In February, the effortlessly elegant Indian permanent representative to the United Nations, Ruchira Kamboj, presented a cheque to the ambassador of Antigua and Barbuda as contribution for hosting the fourth global conference for Small Island Developing States from May 27-30. It was a reaffirmation of the support India had extended to SIDS from the very first conference 30 years ago, which put small islands on the map of global responsibility and saw a pivotal contribution by an individual who might otherwise have been considered an unlikely presence on the multilateral diplomatic stage.
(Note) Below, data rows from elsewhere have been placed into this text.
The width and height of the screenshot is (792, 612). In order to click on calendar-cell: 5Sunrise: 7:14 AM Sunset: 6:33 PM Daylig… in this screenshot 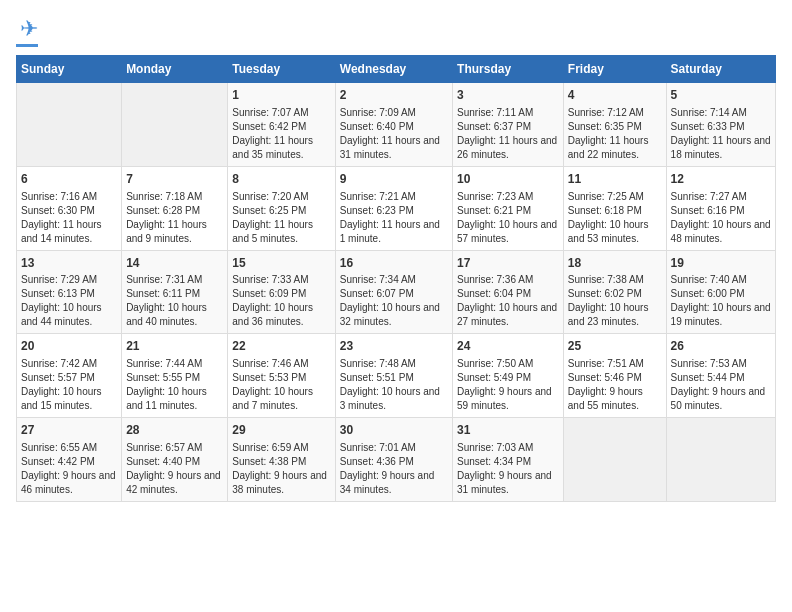, I will do `click(720, 125)`.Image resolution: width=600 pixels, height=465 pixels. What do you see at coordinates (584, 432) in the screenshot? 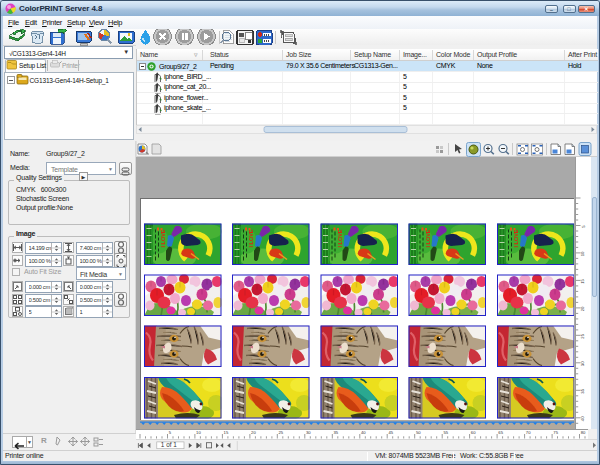
I see `svg-text: 80` at bounding box center [584, 432]. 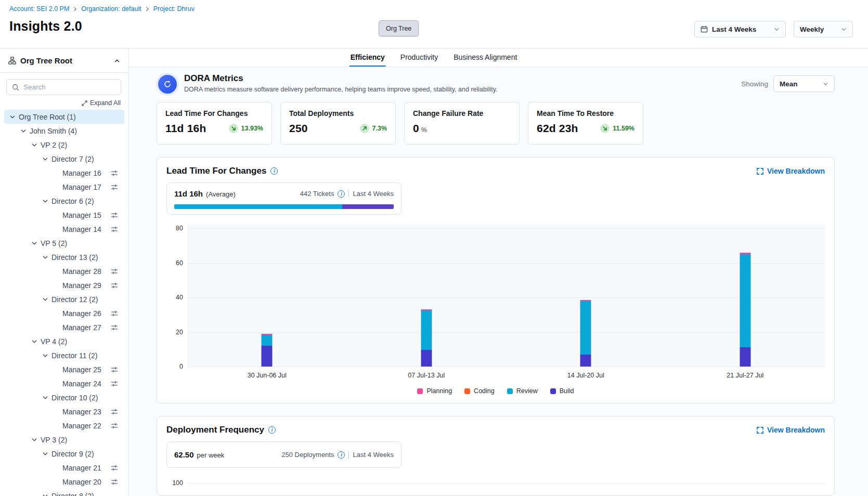 What do you see at coordinates (101, 103) in the screenshot?
I see `expand-all-button: Expand All` at bounding box center [101, 103].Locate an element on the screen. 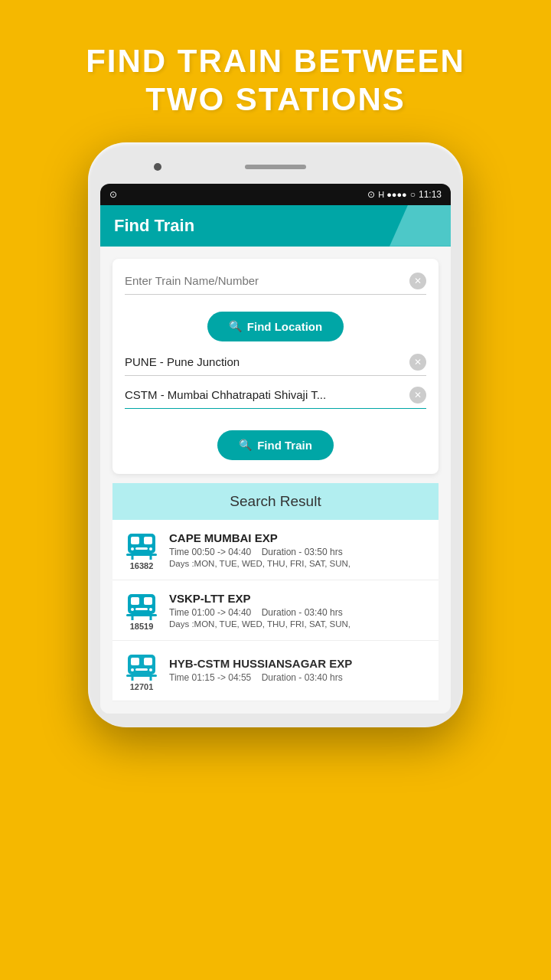  train-number: 16382 is located at coordinates (142, 566).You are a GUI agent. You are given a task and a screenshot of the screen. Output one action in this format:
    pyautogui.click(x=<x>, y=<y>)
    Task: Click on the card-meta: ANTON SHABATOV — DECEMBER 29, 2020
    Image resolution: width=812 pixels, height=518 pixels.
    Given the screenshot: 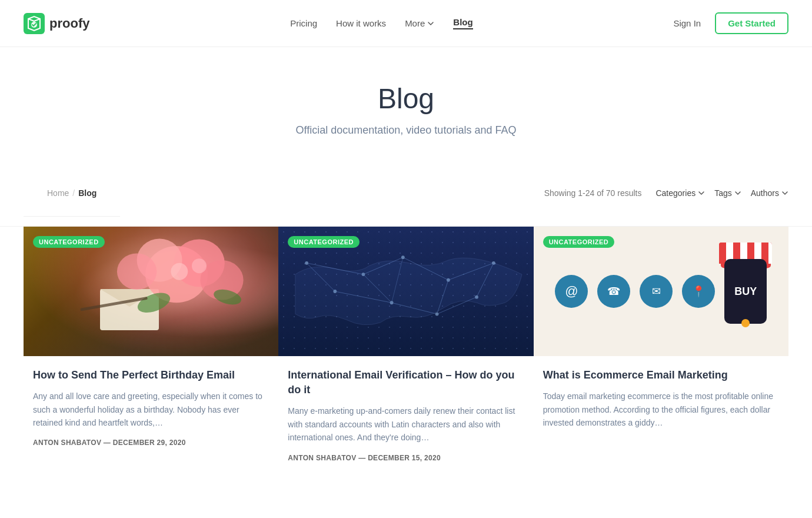 What is the action you would take?
    pyautogui.click(x=151, y=443)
The ministry of external affairs had proposed that India’s delegation to the 1994 conference, held in Barbados, be led by one of its ministers of state. Prime minister P.V. Narasimha Rao, in whose office I was working at the time, was not enthused. “This is not an expression of altruism,” he remarked. “It is a question of self-interest, of our identity as a nation that has 1,300 islands within the geography of our union. The problems that are being discussed, and the solutions that may be attempted, are not external affairs.”
He paused, reflected a moment, and instructed: “Let me speak to Purushothaman.” I was used to the telegraphic quality of Rao’s instructions and understood he wished to be connected on the phone to Vakkom Purushothaman (VP), then lieutenant governor of the Andaman and Nicobar Islands. (I should say “largely used to”; there was an occasion in 1992 when he said, “Let me speak to Narayanan”, meaning K.R. Narayanan, then member of Parliament, and I mistakenly connected him to M.K Narayanan, director of the Intelligence Bureau, who was bemused to hear the prime minister congratulate him on his nomination as the Congress party nominee for the vice presidency of India.)
Esta historia es de la edición June 02, 2024 de THE WEEK India.